Although women play a significant role in all activities related to the electoral process , they face cultural and structural challenges in participating on equal terms. Only 7% out of the 20% share of women in parliament are directly elected.

In 2018, the reserved seats for women were prolonged for another 25 years (National Democratic Insstitute 2018). The effects of the reserved seats quota system are debated in Bangladesh, the National Democratic Institute reports in their ‘Statement of NDI’s Pre-Election Assessment Mission to Bangladesh’s 2018 Parliamentary Elections’ that they had received reports  of women on occasions being referred to the reserved seats even when they had expressed interest in running for general seats (ibid: 5-6).

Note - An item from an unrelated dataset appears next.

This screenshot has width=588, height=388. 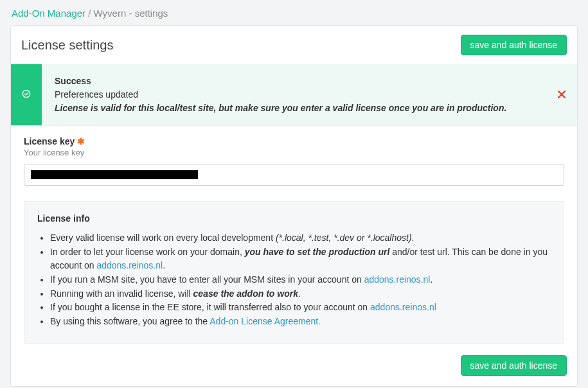 I want to click on panel-footer: save and auth license, so click(x=294, y=371).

The reserved seats system was first introduced in 1972 in the Constitution, originally providing 15 reserved seats for women out of the then 315 parliamentary seats during a period of 10 years. In 1978, a presidential proclamation enlarged the number of reserved seats to 30 and extended the period of reservation to 15 years from the date of promulgation of the 1972 Constitution. The constitutional provision lapsed in 1987 but was re-incorporated in the Constitution by an amendment in 1990 to be effective for 10 years from the first meeting of the legislature next elected. This provision expired in 2001, and the Parliament elected in October 2001 did not have reserved seats for women. In 2004, a Constitutional amendment was passed to reintroduce quotas for women in Parliament. The current number of seats reserved for women is 50 (Article 65).

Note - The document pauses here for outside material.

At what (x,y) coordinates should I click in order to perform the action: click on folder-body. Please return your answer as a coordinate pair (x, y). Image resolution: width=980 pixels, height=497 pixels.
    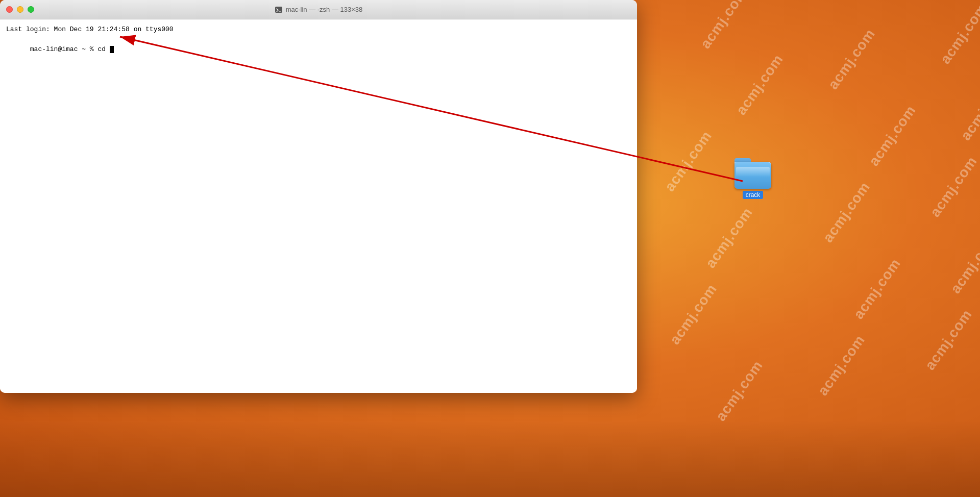
    Looking at the image, I should click on (753, 176).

According to Representation of the People (Amendment) Order Act 2009, ‘any political party desiring to be registered with the Commission shall have the following specific provisions in its constitution, namely: (ii) to fix the goal of reserving at least 33 per cent of all committee positions for women including the central committee and successively achieving this goal by the year 2020’. (Chapter VIA, 90B [b]).

Article 9 of the Fundamental Principles of State Policy of the Constitution of Bangladesh stipulates the representation of women in local government institutions. Bangladesh’s urban local government has two tiers: purshavas (municipal bodies) with the provision of a quota for at least three women members to be elected by commissioners of the purshava; and city corporations (Rai 2005). Rural local councils exist in three tiers: 61 zila (district) parishads, 469 upazila (subdistrict) parishads, and 4484 union and village parishads. Under a 1996 law, at least 25 per cent of seats were reserved for women in union parishads through direct election. The first election under the new provision was held in 1997, in which a total of 13 000 women candidates were elected to fill the reserved seats for women (Rai 2005).